FROM THE VAULTS: Novembers in the past

Keith Sellick looks at past issues of community care

30 YEARS AGO

Like Proust’s In Search of Lost Time, the social work strike was still going on and had entered the realm of the repetitive. But the end was nigh as there was “progress” in talks. PPHHEWWW.

Granada TV was having some success with Reports Action, television’s way of boosting voluntary action in the community. Sadly of the initial 100,000 people who were interested, only about a third persisted. But as the story said, it was a “very popular programme enjoyed by a large audience andappeared to have conveyed to them a greater understanding of voluntary work.” So plaudits allround.

25 YEARS AGO

One man who most probably should have retired and spent more time with his family was Alan Clark MP. As employment minister, Clark was supposed to help increase the chances of people finding a job, although given that unemployment was well over three million and Big Margaret believed the state had no role to play in generating employment, we are left wondering what Clark got up to. Then we read his diaries and know, fast cars, fast women getting drunk in the House of Commons. Anyway he did make it the hallowed pages of Community Care for his support for a company that made go karts for disabled children. (pictured)

20 YEARS AGO

Fed up of he bad press social workers get? Well Jonathan Dimbleby introduced a three-part series on social workers, called Witness, which took a still quite revolutionary fly-on-the-wall documentary.

The series was based in Bradford and featured a team of social workers dealing with problems such as older people refusing help, teenage mums and violent partners, and support for people with learning disabilities. One programme followed two social workers as they took a child from violent parents, while another took on the format of professional discussing a real live anonymised case of child abuse from a different authority.

Dimbleby launched the series by saying that the term social work had become almost a sneer: “their work is crucial but much maligned, which is why the series was made.”

Hopefully, 20 years ago, it made a few people think. Sad thing is with all the reality TV (which according to one study I have seen recently accounts or 70% or more of al output) and overpaid celebrities and their star-struck programme a bit of serious and worthy TV wouldn’t get made.

15 YEARS AGO

The Tory war on single parent families was in full flight. Just the time for Community Care to come up with some cutting facts: there was no evidence that young mums get pregnant to obtain council houses or give birth for the “generous” benefits or are responsible for the crime in the country.

So all the Tory shibboleths went out of the window and health secretary Virginia Bottomley was forced to bring in the sensible Adoption white paper.

However, Backchat’s venerable predecessor Offload did raise why Tory cabinet ministers persisted in retelling these myths – afterall they were starting more than their fair share of single parent families.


Work to be completed: From the records below, print only the part that opens with the line containing "Establish where <item>human face</item> is." and closes with the line containing "Locate person."; omit the pictures.

Given information:
──────────

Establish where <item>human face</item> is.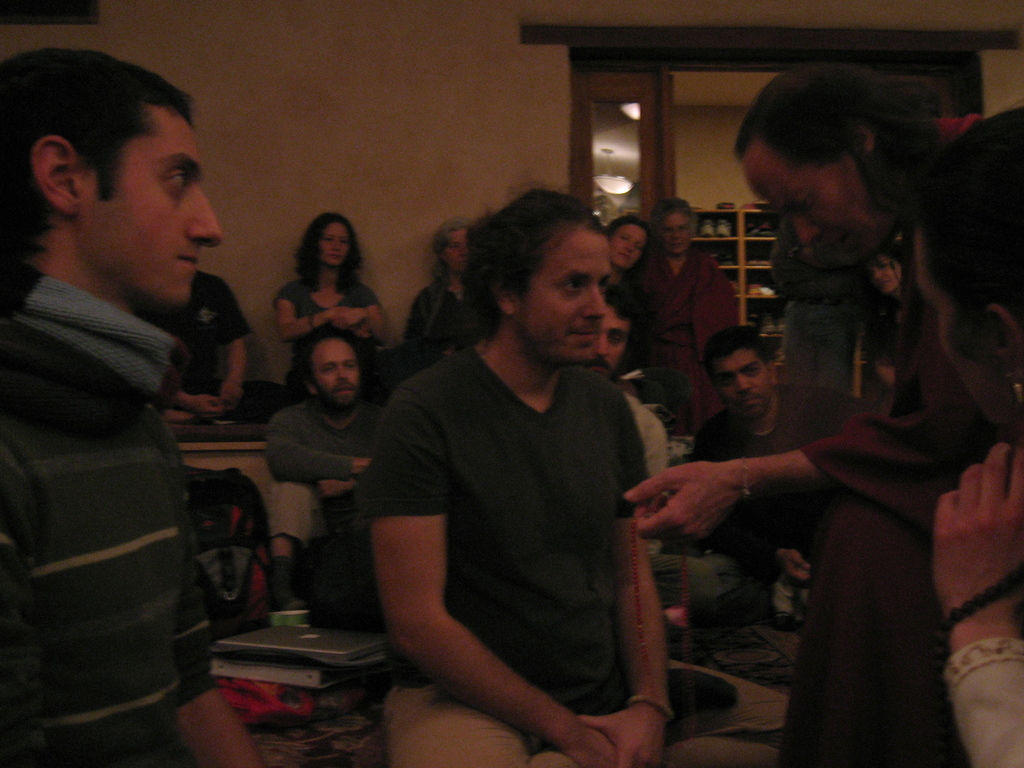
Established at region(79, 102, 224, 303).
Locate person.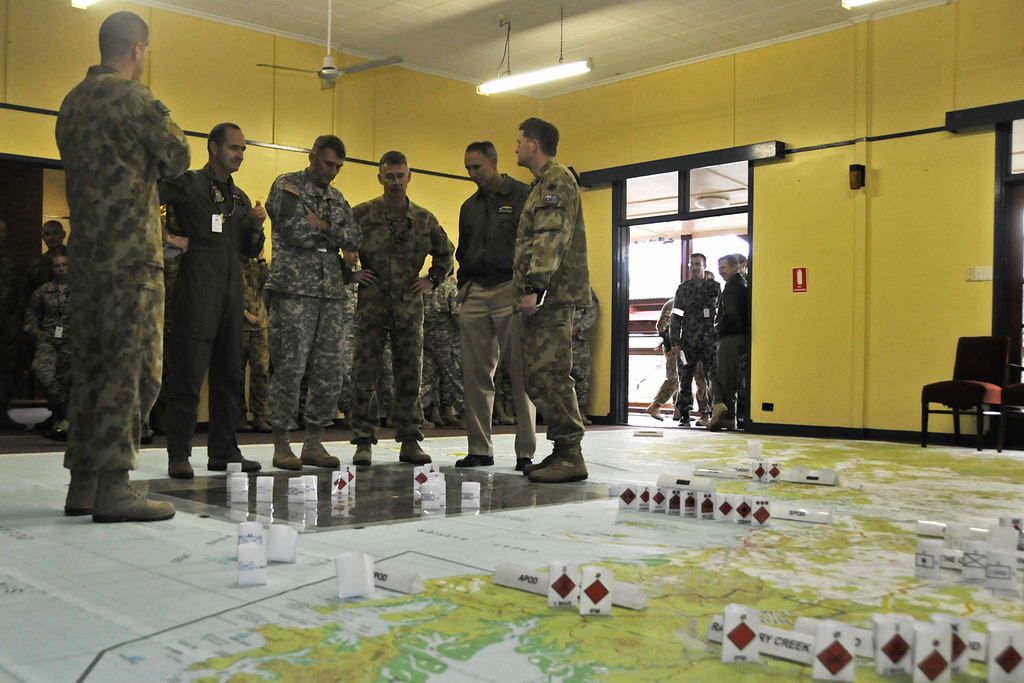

──────────

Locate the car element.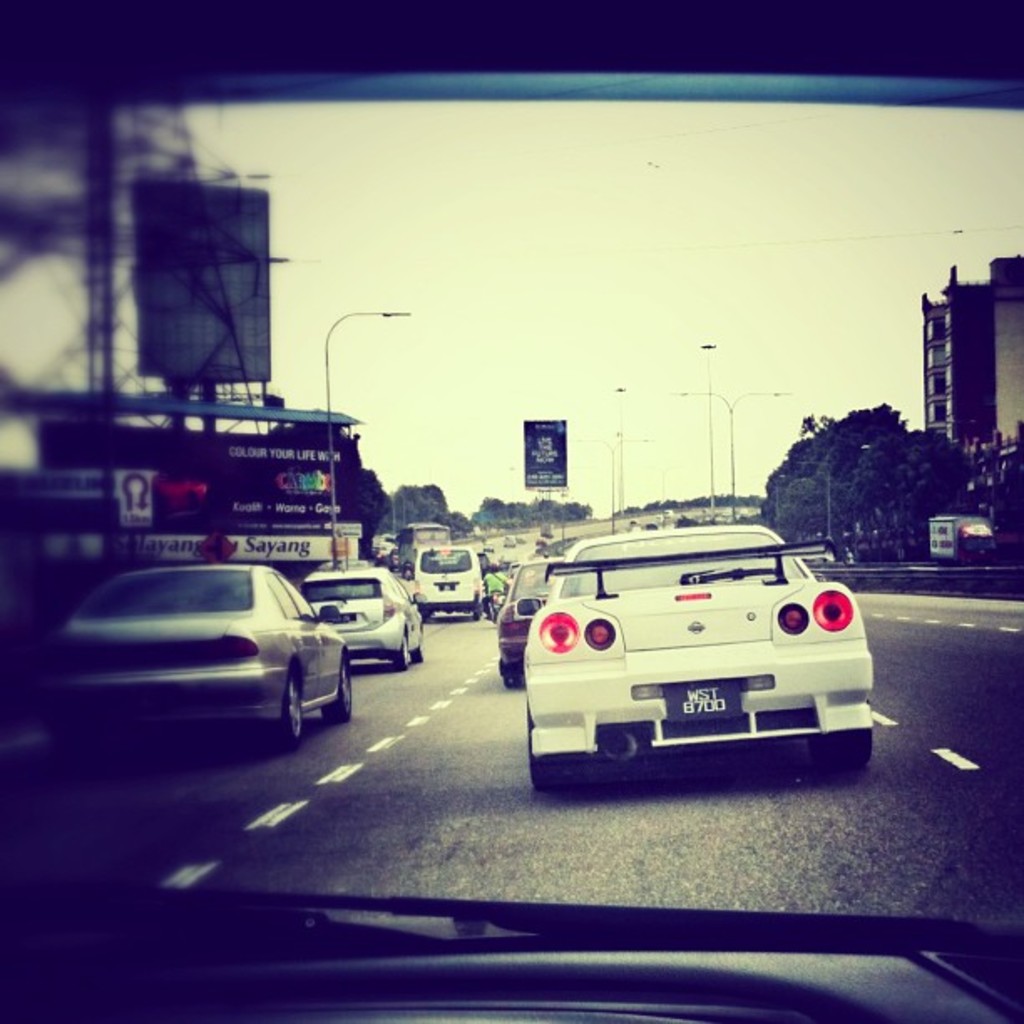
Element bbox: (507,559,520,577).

──────────

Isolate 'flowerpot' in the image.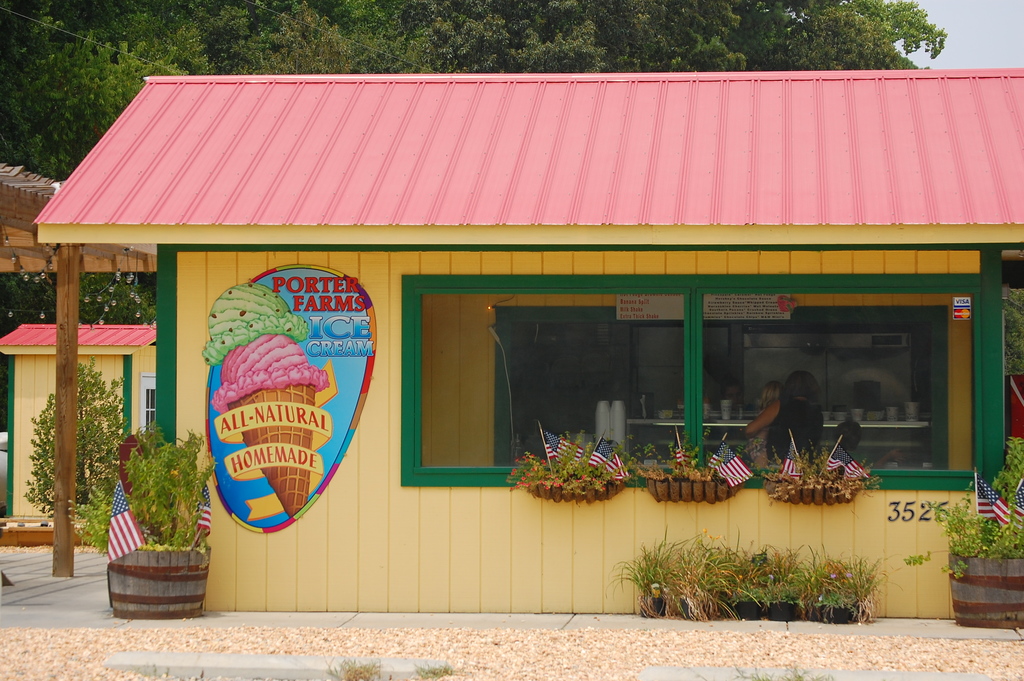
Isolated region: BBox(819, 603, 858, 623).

──────────

Task answer:
Establish where <item>human face</item> is.
Established at region(79, 102, 224, 303).
Locate person.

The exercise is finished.